Review of Images of Organizations by Gareth Morgan
From eoswiki.co.uk
Higher Education Review, 22, (1990), p82-85.
Images of Organization, by Gareth Morgan, Sage,. £39.95 (paperback £14.95)
I have only once seen an academic audience spontaneously rise to its feet and applaud an academic speaker. The speaker was Gareth Morgan and the speech he gave was a potted version of this book's 383 pages. It appears that it was not only this audience which showed such enthusiasm: I know of no similar book which went into its third printing within a year of publication.
Morgan did some research in the North East of England. When he had finished, he realised that the data were compatible with a number of different theories. He didn't think that was the way things ought to be. He'd been taught that observations should discriminate between theories. He set about formalising those theories in an attempt to identify points of difference which would make it possible to make observations which would discriminate between them. He couldn't find any. In a further attempt to do so, he convened a meeting of the main proponents of the theories. The result took him by surprise. The speakers simply listened politely to each other, and then said @Yes, that's interesting, it's a different way of looking at things from my way of looking at them; but I still find my way of looking at them more useful.
He first convinces us that organisations are machines, dis-closing in passing that the machine image was invented by Frederick the Great, who so linked clockwork toys that he set about modelling his army on their workings. Obviously organisation work best when they have a clear structure, well defined relationships between the parts, when people know what they should be doing, and when there are adequate controls mechanisms.
But really! How could we be taken in by this? Organisations have lives of their own and changes which occur in one part affect the others. Clearly they are organisms! They have needs. They evolve. They have niches in the environment. Some prosper in one environment and others in another. Survival is a process of continuous adaptation to a changing environment rather than a benefit which follows from having a clear structure to perform defined functions.
No! organisations are brains. They learn. They can think. It is not necessary to have specific targets, goals, etc. All that is necessary is that those concerned understand the business they are in . They can then work out what to do for themselves. The parts have numerous cross-connections: What fools we were to think in terms of hierarchical structures. Every individual can, in a sense know everything known to the whole.
Nuts! They are political systems. They are not unitary. They have warring factions, the members of which build coalitions. They are designed for simultaneous collaboration and competition. Departments have autonomous power and defend it. The parts are only loosely coupled. Those who advocate employee rights are not introducing political issues; they are arguing for a different approach to a situation which is already political. The 'team' metaphor is an attempt to impose a particular definition in order to define reality in a way which advantages one group over another. When there is talk of rational and efficient organisation, one has to ask 'Rational and efficient for whom?'
Ah, at last we understand. Don't believe it Organisations defend us from our unconscious fears: their aim is to avoid their own disintegration, disorder and death. They are a means of enabling us to avoid too acute an awareness of the fragility of our hold on life and of the temporary nature of our own existence. They provide a mechanism whereby we can prolong our existence and our own impact on the world. That is why we defend them so steadfastly.
Actually, its even more 'psychological' than that. The 'environment' in which organisations operate is primarily a projection of their own organisation onto the world. An 'internal' change changes the world. The truth is that 'the environment' is part of the organisation. Organisations are not open systems with numerous interdependencies with their environments. The 'environment' is in the organisation. Whoops, our understanding of causality is up for grabs. A does not cause B etc. Rather everything causes everything else. To influence things, what one needs to do is to plot the positive and negative feedback loops and identify those which will amplify the effects of one's own actions. But ... these feedback loops embody the seeds of their own destruction.
Ah! Ah! Despite the feeling of climax and exhaustion, one is dragged relentlessly onward and downward. Organisations are instruments of domination and exploitation. Nowadays, most of us now work for bureaucracies. Our position in those bureaucracies has not only absolved us from responsibility for torturing and maiming in ways which we would never entertain - and which would not be tolerated - at home or in the community, it has also enabled us to rape the environment, the poor and the third world without remorse. As Michels and Weber and the IMF - encircle and dominate the globe and all that lies therein.
Having created an acute sense of anxiety, dependence, and dread, Morgan, like all good orators, offers a route to salvation: awareness of our own organisational metaphors - and the ability to switch those metaphors - will enable us to escape our allotted fate.
Morgan writes powerfully. We are led to accept each image in turn. But that is not all. In each case we are led to understand the key exponents of the metaphor meant as we never did before. At last we can use our Weber, our Marx and our Bergson. At last we can see those TNCs as they really are. At last we have a clear vision of the future which is in store for us. But at last we can analyse the workings of the organisations which entrap us - including our society as an organisation. In this way we can control our destinies and avoid our allotted fate.
Morgan has got to be one of our finest academics. He now teaches in Canada.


» Activity:
Every line below that has "square" in it should be copied.
■ ■ ■
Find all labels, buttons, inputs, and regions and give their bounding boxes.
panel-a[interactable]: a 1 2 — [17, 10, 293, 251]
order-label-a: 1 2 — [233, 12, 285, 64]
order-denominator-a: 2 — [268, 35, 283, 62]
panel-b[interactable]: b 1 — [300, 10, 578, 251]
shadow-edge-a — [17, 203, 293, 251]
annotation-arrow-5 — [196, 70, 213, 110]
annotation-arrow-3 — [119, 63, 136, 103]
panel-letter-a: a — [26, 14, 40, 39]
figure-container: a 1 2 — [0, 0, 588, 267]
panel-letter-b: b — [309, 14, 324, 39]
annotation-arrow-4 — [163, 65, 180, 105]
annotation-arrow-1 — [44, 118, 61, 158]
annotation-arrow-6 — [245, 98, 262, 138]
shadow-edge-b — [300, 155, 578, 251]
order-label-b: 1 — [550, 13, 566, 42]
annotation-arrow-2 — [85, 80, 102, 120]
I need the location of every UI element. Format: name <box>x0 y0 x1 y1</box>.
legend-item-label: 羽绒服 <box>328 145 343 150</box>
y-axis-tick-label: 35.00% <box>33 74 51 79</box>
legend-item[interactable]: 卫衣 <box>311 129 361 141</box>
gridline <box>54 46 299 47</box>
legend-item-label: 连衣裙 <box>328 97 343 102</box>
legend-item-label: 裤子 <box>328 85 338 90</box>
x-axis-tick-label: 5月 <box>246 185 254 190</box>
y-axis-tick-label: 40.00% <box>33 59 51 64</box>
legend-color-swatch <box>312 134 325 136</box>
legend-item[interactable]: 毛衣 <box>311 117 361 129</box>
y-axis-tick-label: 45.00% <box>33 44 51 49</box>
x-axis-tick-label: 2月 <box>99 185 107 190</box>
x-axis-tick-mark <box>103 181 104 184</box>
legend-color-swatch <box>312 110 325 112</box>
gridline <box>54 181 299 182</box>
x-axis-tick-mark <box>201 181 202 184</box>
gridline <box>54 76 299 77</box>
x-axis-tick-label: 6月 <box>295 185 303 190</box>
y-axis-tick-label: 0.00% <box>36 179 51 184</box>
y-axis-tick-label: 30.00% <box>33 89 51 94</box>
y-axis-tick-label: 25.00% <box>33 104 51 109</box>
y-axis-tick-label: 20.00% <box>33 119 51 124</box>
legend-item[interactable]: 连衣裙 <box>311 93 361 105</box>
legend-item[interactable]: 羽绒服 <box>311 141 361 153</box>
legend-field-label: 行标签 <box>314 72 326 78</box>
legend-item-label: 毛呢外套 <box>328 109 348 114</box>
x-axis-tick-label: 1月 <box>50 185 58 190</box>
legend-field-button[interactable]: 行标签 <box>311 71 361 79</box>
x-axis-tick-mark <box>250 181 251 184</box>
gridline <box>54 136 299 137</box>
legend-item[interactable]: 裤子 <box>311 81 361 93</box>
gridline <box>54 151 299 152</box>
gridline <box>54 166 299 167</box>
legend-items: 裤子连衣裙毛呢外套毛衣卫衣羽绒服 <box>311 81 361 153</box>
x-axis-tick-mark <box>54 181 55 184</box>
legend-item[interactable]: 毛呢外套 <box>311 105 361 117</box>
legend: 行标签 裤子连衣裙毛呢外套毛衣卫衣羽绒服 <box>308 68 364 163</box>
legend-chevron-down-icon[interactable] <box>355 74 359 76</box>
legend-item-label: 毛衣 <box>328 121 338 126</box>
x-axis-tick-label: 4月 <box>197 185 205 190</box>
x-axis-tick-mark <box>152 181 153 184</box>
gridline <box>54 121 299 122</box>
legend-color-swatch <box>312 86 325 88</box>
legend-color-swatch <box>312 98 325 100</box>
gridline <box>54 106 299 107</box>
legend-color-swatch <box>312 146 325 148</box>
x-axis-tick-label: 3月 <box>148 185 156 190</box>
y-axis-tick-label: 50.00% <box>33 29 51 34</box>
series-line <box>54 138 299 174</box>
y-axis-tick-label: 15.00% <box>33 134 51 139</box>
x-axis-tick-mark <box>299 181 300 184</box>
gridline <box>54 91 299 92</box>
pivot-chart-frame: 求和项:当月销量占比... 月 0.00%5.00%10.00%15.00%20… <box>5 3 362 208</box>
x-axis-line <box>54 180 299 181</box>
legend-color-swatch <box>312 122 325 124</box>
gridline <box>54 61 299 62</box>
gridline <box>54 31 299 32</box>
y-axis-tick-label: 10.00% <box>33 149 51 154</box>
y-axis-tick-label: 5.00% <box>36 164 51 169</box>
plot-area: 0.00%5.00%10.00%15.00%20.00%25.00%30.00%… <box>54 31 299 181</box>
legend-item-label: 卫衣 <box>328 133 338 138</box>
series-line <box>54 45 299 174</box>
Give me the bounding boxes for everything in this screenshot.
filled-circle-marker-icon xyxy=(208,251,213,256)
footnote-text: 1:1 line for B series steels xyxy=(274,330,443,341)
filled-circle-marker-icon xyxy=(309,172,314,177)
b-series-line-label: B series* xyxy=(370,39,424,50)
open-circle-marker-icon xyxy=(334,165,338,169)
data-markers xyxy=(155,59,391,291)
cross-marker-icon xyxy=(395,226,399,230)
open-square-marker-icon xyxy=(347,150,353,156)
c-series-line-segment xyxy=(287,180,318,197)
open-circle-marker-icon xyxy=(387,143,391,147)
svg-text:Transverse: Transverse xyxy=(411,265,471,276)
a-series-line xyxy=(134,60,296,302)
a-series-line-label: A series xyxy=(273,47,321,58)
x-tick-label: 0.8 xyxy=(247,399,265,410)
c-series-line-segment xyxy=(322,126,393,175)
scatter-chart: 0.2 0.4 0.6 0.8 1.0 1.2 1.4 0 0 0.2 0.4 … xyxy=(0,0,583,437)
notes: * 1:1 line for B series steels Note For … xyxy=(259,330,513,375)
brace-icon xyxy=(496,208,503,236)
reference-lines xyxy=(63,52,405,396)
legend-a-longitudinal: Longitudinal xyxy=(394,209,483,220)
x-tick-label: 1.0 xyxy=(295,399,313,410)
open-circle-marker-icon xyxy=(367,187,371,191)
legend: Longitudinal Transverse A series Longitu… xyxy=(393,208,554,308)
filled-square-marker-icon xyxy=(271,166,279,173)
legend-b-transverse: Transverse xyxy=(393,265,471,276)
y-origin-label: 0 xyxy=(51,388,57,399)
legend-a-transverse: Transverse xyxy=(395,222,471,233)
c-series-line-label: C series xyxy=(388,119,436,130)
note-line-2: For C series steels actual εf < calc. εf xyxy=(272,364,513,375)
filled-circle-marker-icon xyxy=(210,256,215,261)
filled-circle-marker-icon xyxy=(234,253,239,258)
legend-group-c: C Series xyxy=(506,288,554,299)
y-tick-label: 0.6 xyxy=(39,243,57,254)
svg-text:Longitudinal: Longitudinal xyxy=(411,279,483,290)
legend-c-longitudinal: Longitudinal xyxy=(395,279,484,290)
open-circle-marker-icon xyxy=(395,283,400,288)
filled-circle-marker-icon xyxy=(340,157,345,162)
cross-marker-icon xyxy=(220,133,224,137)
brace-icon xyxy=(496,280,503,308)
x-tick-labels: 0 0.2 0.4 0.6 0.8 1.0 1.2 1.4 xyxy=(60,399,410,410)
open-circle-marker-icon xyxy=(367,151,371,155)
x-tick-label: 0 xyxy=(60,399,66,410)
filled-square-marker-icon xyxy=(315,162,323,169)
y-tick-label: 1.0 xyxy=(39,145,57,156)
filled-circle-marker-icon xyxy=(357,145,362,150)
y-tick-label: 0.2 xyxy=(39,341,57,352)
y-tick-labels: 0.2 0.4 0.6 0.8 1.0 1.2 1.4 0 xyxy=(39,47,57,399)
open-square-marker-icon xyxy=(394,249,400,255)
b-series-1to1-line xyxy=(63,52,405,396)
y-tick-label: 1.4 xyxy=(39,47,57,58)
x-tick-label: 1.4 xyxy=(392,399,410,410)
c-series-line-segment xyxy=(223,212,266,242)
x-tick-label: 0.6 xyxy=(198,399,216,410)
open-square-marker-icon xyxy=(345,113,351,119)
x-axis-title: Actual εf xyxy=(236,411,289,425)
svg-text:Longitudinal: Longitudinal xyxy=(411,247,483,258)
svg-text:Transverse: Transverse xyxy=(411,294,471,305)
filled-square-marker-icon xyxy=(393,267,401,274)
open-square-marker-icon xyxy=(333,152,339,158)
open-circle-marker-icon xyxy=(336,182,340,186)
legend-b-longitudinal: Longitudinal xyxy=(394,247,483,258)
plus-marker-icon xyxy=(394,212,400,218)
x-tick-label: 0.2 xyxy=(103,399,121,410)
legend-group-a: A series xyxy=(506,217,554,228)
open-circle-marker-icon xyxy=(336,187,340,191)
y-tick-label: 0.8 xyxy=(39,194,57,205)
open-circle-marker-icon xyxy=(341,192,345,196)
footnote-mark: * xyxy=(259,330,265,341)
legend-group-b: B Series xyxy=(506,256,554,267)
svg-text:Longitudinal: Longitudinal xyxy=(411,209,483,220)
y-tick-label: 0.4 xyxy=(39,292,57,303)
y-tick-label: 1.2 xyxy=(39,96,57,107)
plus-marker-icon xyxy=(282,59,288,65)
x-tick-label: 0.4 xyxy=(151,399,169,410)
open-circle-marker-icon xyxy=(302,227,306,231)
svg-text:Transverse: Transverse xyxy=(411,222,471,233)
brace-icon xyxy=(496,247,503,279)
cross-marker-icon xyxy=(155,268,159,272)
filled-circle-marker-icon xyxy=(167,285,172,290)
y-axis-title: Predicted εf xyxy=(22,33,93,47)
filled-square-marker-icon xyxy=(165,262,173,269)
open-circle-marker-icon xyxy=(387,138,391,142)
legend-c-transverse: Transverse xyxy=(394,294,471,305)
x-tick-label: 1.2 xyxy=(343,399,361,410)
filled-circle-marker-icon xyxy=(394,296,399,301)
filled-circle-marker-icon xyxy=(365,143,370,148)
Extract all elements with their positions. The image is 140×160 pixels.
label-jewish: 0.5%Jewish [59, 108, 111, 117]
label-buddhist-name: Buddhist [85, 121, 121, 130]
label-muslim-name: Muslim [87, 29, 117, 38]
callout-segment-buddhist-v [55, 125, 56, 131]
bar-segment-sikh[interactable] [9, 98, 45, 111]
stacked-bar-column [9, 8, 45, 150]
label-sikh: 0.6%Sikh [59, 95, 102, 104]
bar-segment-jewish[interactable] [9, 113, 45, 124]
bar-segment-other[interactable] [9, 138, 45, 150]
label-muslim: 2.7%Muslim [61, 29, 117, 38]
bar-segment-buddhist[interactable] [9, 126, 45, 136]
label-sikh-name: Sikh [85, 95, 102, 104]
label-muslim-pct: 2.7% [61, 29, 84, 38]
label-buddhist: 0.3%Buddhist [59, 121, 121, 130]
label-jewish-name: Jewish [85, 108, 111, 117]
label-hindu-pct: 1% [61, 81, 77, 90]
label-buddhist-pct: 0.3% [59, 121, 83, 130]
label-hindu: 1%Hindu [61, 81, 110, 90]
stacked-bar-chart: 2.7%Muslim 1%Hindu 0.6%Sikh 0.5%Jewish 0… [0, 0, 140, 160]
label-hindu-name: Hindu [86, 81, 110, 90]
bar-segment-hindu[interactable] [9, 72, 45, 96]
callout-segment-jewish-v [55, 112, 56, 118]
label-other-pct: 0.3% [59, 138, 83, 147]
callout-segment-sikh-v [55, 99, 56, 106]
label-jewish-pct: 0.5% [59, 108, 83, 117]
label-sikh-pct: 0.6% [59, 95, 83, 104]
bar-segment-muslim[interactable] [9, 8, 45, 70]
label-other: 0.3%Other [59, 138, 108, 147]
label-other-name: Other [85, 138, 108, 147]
■ ■ ■
» Exercise output:
open-square-marker-icon xyxy=(347,150,353,156)
filled-square-marker-icon xyxy=(271,166,279,173)
filled-square-marker-icon xyxy=(315,162,323,169)
open-square-marker-icon xyxy=(394,249,400,255)
open-square-marker-icon xyxy=(345,113,351,119)
filled-square-marker-icon xyxy=(393,267,401,274)
open-square-marker-icon xyxy=(333,152,339,158)
filled-square-marker-icon xyxy=(165,262,173,269)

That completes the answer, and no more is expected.